Microsoft: I think you have to look at the commercial aspects. If companies operating a pure open-source route can be commercially viable and make money then it becomes a commercial business model. It does have an impact on programmers and developers who chose to make their living writing code.

Also I want to respond to the inference that proprietary software is crap. When you show your software to the number of people that we show our software to, then you don't get to behave like that. There is a misconception that because your code is open and readable that A, people will read it and B, people will recognise good quality and will have good practise in writing code. Actually one of the big challenges for the Linux community and as their product becomes more complex, then how do you put the systems in place to ensure quality? If you look at some of the things that have gone on in terms of the community doing code-review, then the community is not interested -- the community is interested in building stuff for itself. So, I would take issue with that, they have just as many bugs as we have. I would even argue in other circumstances that we have less. We all have bugs in software, so to argue that closed or open is crap is a gratuitously silly thing to say.

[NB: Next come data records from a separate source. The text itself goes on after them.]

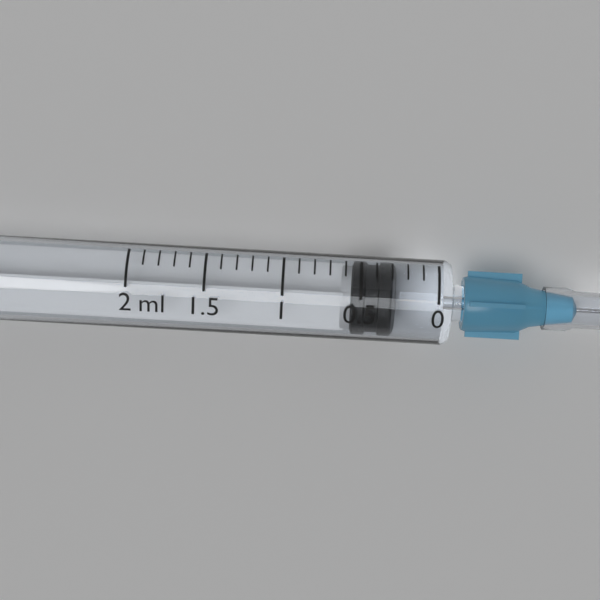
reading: 0.3 ml
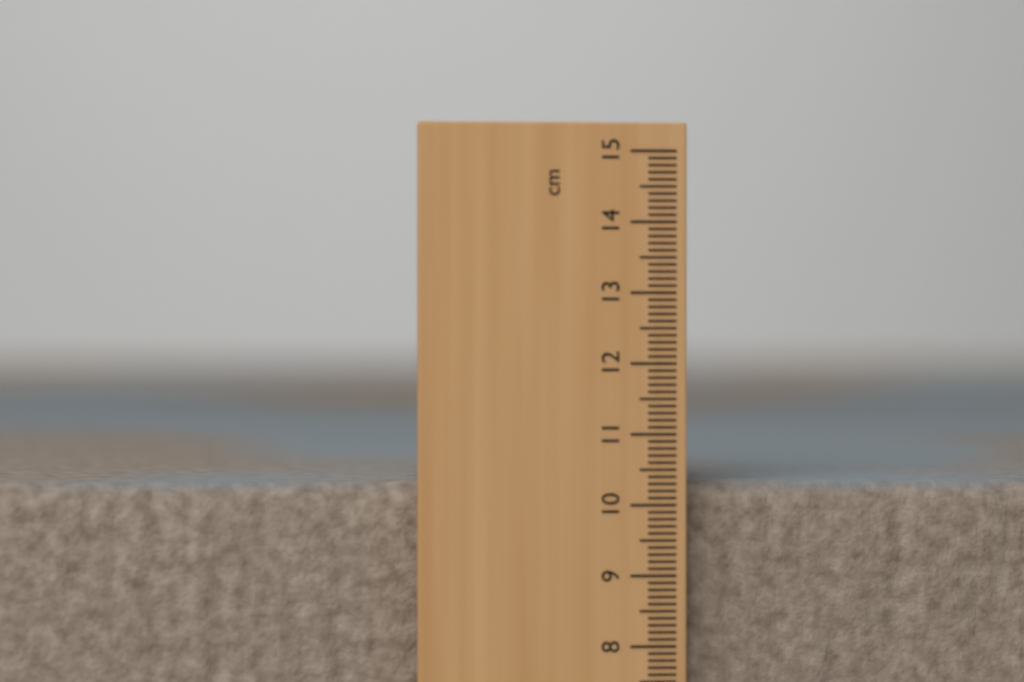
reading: 10.3 cm
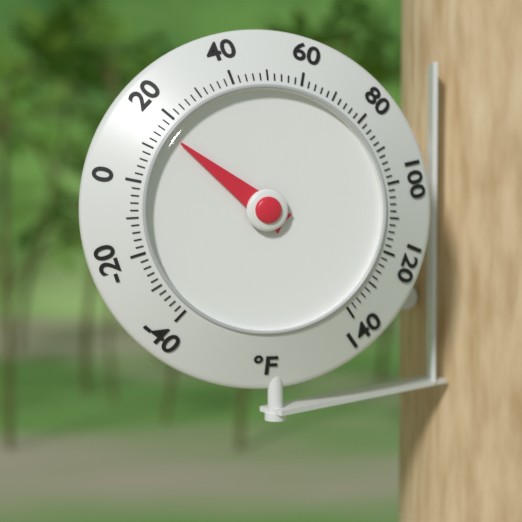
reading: 16 °F
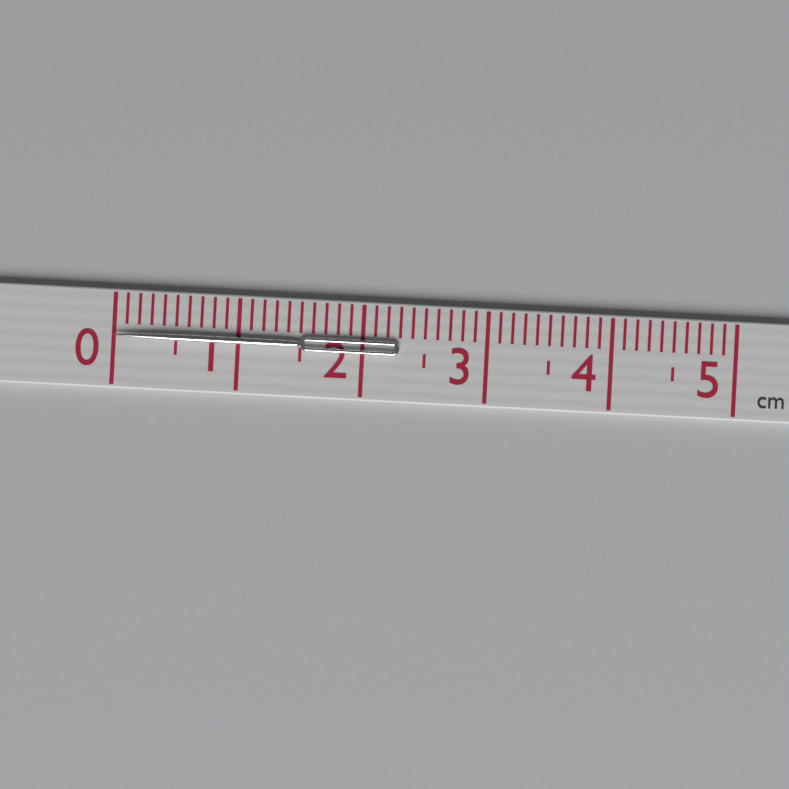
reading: 2.3 cm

Question: There a lot of people on the panel today from different organisations, with different viewpoints. How are you going to work together to make Linux a unified platform?
Samba/HP: The GPL is what keeps everything on a level playing field, it is the ultimate Darwinian system. The GPL is what ties and binds everything together.

Red Hat: We make sure our engineers are deeply involved in the community. They are maintainers, they are contributors -- 100 percent of what they write gets contributed back -- they are involved with the process and create elements of software that will go in the right direction and are in line with where maintainers are taking code.